Games for Windows: The Official Magazine
January 2008 pg 82
Crisis on Infinite Servers by Ryan Scott
"Chicken Tenders is recruiting! We are a new guild accepting members of all levels. We have a guild bank, tabard, and lots of nice guildies. We do Battlegrounds, run instances, and quest together, and we are gonna start raiding Karazhan pretty soon. We are looking for more nice players to help the guild grow fast, and to have fun together. All are welcome! PST for info."
Chances are you've probably seen many messages like this in the general and trade chat windows of whatever MMO(s) you happen to play. Perhaps if you're a fresh-out-of-the-account-creation-screen newcomer to these sorts of games, the rush of open guild invites seems warm and welcoming. After all, you want somewhere to belong, right? Somewhere that appreciates you for you?
For jaded, grumpy, get-the-hell-off-my-vitual-lawn-you-****-newbs blowhards like me, guild invite spam is a bright red flag. Unfiltered enrollement leads to what i term "Zerg Guilds": masses of immature idiots, all with different goals and agendas, and most looking out for their own interests above all else. These guilds might mold themselves nto effective teams, but they aren't families, per se-outside of whatever nightly raid you happen to sign up for, guild chat is largely just another channel for the kids to unlease streams of profanity and hilarious Chuck Norris jokes.
Here's a story about a guild from the good old days: back in 1999, I applied for membership in a fairly infamous guild on Ultima Online's Pacific Server called The Black Hand (or BH, for short) BH had a reputation as a merciless PVP-oriented guild, with an all-for-one philosophy and a very close-knit relationship among its camparatively modest member base. As a prospective member, I underwent a weeks-long getting-to-know-you period, followed by a verbal interview (the Inquisition, we called it) to gauge the limits of an initiate's loyalty. Membership required a unanimous vote among every active guild member; a single "no" was all it took to deny an applicant-no questions asked. It was strict, effective policy that guaranteed extreme trust, dedication, and unity on an emotional level. A BH title above your head meant something. And, as my one-time guild master once succinctly noted to new members, "If you call for help in this guild, don't be surprised if like nine people show up." That's committment for committment's sake.
Nowadays, those guilds are gone. Quantity trumps quality, and every MMO from World of Warcraft to Guild Wars sends the same message, loud and clear: Smaller guilds are second-class guilds. Join the herd or get left behind. So it is that Zerg guilds mobilize predominantly for the accumulation of phat loot (the one true be-all, end-all goal), while the Balck Hands of the world-the players who stood together because they felt they'd found other people of quality with whom to spend their gaming hours-wither and die. Not racing to clear the Black Temple? That retribution Paladin over yonder's got no time to waste on you; he has epics to grind. Sure, he can hardly stand most of his 80 other guildmates (three-quarters of whom he doesn't know from Adam) . . but if you can't do anything to up his all important DPS number and they can, why should he bother joining your guild close-knit or not?
Even the guilds that craft careful mission statements and recruitment policies only parse the word "quality" in a how-good-are-your-stats manner, with little consideration for chemistry or other social intangibles. Applying to one of these organizations amounts to the text-chat equivalent of a job interview; a clinical, number-crunching, so-what-can-you-do-for-us affair. You're only worth as much as you bring to the weekly 25-man raid, and if you're not committed enough to that cause . . well, we've got plenty of other applicants in the que. next in line, please?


Which lines of the data include the string "worker"? List them all.
....................
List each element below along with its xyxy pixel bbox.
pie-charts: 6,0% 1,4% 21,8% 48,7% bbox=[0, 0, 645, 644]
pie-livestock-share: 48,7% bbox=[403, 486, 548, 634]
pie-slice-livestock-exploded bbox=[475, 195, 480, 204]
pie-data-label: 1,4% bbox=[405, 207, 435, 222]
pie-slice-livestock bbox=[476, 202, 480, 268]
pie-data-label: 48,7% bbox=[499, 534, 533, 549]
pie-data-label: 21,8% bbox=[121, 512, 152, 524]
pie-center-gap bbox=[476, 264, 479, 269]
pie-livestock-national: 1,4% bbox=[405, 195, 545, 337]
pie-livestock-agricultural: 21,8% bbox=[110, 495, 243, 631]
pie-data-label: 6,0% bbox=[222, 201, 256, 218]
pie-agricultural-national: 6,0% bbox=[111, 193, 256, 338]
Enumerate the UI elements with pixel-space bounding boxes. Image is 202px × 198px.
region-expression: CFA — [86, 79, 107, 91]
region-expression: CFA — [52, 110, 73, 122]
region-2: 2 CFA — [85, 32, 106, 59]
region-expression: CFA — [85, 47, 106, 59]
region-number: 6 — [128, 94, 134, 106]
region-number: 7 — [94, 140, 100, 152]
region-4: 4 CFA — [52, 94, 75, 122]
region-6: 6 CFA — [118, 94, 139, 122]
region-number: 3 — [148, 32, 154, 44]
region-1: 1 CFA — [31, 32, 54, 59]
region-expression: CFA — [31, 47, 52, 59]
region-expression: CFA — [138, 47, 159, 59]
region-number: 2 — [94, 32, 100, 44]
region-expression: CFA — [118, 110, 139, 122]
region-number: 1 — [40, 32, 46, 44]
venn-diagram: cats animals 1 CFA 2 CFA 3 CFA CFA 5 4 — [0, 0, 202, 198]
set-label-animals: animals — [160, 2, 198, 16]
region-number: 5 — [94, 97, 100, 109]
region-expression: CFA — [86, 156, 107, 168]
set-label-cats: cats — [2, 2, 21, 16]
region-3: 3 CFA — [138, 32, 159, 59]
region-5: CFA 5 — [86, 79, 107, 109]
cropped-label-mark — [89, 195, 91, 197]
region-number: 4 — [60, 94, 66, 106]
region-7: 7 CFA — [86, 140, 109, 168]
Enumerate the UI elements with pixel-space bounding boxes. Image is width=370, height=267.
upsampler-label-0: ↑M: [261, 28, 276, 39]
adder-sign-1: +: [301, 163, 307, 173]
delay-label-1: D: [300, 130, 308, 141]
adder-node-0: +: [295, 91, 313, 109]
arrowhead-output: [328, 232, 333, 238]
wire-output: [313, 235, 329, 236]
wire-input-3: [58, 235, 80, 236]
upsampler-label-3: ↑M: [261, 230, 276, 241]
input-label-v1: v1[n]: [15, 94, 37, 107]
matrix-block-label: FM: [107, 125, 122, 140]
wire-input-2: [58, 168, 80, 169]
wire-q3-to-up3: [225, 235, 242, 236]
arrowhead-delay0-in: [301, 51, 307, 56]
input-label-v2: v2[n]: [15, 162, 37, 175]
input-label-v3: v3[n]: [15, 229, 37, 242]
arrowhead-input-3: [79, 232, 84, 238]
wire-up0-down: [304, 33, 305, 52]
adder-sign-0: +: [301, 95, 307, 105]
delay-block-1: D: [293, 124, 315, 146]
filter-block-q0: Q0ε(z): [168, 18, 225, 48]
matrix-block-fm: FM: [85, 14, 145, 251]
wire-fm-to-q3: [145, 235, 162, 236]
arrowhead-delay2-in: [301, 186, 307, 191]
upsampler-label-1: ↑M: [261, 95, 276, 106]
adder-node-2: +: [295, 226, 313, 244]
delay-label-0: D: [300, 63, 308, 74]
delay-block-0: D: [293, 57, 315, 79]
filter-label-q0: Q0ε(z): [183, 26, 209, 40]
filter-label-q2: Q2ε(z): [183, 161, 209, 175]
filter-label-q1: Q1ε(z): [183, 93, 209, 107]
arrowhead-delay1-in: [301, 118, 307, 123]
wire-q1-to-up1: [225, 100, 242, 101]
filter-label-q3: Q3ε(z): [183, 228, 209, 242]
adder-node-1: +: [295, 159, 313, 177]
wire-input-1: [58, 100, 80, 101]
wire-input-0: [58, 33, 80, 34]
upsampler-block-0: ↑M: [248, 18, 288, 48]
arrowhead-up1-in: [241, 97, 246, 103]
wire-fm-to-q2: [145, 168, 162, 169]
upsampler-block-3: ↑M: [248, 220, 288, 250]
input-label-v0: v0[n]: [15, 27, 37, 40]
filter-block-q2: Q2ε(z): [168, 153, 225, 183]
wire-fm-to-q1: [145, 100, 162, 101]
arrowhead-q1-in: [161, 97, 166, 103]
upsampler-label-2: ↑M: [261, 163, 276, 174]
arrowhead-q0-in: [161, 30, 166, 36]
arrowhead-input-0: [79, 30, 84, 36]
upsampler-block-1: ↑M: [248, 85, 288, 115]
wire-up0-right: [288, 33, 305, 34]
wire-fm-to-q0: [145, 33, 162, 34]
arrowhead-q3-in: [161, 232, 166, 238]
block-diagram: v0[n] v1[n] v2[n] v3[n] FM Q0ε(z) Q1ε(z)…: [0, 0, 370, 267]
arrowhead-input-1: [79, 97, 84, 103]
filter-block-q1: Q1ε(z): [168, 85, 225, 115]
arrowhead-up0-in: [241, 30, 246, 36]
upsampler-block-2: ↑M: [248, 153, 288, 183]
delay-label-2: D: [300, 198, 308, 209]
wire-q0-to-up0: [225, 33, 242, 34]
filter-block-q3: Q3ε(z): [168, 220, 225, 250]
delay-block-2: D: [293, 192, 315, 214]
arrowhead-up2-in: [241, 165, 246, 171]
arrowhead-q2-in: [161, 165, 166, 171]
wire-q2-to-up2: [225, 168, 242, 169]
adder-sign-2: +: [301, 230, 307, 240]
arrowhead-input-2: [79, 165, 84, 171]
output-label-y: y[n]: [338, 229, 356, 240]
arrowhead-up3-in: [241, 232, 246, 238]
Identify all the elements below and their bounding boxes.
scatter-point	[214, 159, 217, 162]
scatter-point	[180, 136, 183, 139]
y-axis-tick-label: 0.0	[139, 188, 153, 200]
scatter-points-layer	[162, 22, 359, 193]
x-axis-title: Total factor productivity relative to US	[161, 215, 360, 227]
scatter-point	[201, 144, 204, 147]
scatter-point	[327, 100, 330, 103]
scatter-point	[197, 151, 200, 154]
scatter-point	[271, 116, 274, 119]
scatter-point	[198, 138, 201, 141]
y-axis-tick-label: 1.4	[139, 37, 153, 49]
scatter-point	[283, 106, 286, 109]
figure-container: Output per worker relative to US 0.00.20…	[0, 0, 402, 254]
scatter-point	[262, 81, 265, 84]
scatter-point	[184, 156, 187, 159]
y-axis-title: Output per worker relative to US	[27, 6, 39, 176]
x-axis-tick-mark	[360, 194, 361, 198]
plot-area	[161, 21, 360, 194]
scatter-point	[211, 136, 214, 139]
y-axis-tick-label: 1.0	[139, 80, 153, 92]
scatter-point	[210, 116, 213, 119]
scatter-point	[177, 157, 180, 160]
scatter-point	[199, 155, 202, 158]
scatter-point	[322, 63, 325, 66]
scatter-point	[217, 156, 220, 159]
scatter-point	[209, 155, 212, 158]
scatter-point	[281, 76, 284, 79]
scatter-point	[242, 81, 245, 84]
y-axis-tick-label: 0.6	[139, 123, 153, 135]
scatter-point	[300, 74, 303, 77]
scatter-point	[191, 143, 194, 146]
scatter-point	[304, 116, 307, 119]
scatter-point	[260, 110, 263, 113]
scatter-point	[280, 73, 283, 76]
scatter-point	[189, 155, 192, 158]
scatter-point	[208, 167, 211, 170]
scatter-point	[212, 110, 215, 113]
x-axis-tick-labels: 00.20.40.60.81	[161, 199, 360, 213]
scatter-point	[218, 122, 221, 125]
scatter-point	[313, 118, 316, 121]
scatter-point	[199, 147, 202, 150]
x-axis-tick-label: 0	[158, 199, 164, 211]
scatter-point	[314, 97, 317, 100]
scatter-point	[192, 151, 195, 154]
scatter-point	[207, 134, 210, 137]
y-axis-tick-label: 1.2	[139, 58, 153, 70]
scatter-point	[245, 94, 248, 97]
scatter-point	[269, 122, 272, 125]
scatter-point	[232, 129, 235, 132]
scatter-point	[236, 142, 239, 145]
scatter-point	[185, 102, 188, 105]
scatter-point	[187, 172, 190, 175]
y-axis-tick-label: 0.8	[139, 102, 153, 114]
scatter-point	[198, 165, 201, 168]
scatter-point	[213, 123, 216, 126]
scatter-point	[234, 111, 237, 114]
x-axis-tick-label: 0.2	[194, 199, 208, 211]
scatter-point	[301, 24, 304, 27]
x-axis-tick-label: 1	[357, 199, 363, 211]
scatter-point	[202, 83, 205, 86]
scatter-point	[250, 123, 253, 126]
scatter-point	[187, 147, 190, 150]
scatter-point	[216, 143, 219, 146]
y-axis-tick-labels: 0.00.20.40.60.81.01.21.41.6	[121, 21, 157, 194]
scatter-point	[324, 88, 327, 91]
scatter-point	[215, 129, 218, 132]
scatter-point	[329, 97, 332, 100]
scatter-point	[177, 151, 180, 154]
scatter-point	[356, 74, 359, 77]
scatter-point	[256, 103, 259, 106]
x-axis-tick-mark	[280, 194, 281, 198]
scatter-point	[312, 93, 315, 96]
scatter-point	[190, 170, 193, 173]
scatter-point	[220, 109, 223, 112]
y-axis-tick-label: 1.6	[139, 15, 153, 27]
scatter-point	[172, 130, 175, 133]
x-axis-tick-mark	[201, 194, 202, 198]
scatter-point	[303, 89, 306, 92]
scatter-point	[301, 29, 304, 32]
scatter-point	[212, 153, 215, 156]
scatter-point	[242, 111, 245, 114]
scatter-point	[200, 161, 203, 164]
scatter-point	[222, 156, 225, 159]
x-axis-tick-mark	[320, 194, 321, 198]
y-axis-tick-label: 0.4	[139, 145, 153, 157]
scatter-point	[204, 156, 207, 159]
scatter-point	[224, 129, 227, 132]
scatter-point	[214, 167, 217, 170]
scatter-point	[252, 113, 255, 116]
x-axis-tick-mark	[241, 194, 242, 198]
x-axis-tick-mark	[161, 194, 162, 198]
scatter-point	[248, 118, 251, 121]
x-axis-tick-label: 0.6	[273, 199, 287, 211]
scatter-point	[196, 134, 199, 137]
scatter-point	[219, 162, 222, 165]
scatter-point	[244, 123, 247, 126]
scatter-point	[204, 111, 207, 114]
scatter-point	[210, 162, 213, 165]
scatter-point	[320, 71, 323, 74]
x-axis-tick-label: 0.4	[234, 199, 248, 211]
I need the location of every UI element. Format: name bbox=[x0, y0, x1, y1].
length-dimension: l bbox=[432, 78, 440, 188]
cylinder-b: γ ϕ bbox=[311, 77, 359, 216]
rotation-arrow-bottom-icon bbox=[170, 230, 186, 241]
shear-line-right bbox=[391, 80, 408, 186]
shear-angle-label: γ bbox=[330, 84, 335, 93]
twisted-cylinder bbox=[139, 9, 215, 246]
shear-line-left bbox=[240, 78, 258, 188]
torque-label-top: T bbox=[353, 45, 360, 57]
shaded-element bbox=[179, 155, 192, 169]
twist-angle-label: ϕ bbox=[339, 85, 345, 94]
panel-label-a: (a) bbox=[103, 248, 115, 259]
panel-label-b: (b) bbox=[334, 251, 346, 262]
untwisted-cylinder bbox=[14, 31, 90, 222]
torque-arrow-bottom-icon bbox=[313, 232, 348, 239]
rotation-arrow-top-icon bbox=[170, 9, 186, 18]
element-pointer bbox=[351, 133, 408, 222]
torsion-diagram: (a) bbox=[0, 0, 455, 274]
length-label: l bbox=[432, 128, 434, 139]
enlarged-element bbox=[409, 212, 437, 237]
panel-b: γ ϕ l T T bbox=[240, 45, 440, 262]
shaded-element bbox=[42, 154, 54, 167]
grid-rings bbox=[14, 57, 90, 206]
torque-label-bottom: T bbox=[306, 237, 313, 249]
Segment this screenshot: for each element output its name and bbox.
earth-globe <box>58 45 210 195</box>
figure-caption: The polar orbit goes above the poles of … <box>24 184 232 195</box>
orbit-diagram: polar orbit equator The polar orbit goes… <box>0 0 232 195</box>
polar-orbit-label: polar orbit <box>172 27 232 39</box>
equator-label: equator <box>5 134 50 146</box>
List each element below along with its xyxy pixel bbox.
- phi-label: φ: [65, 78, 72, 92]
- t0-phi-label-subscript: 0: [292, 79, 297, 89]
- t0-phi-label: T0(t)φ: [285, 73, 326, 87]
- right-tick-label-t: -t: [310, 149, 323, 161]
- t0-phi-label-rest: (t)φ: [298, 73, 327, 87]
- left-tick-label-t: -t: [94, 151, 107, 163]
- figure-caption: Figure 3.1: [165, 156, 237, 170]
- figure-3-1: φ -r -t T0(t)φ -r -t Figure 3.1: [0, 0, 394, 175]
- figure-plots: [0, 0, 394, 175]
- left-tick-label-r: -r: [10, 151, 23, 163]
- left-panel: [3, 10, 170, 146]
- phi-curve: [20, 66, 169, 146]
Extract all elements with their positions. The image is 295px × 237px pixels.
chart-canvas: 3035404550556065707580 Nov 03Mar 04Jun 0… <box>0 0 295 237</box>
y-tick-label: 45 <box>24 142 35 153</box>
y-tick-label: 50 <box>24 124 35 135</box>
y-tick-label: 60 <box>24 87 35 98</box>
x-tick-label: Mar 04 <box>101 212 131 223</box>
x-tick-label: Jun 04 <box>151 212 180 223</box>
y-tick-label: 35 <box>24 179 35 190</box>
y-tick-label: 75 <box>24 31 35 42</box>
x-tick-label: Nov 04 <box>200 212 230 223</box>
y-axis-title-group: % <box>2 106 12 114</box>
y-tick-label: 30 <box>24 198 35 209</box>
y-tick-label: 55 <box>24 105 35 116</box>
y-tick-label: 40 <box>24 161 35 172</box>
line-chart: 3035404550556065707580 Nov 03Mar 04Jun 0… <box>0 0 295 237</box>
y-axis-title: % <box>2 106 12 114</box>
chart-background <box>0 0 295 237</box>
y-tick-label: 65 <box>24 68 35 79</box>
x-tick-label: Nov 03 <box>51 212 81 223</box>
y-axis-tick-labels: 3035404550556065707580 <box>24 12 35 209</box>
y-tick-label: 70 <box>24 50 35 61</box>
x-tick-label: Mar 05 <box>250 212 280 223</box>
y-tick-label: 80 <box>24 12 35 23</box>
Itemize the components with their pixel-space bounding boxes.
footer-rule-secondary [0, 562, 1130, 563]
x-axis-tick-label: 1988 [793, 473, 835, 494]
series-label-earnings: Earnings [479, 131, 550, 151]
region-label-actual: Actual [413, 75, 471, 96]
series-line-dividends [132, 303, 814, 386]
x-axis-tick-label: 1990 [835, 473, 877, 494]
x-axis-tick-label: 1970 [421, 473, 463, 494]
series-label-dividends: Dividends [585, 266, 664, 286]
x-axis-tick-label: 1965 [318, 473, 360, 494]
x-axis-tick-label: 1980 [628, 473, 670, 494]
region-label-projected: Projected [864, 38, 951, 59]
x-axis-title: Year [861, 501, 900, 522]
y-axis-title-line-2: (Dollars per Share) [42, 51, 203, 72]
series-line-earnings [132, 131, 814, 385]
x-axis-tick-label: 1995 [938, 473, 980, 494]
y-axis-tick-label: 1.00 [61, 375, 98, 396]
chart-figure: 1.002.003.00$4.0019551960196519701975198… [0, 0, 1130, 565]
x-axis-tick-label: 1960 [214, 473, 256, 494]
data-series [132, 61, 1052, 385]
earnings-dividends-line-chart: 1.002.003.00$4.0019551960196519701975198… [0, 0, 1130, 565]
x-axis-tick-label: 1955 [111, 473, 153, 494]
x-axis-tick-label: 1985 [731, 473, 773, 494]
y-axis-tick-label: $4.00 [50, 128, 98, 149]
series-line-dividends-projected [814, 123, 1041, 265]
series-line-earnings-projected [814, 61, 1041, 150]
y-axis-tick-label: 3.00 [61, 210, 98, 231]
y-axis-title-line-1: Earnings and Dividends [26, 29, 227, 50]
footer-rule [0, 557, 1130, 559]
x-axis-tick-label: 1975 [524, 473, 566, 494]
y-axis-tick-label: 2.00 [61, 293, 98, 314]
....................
Written response:
figure-container: Output per worker relative to US 0.00.20…	[0, 0, 402, 254]
y-axis-title: Output per worker relative to US	[27, 6, 39, 176]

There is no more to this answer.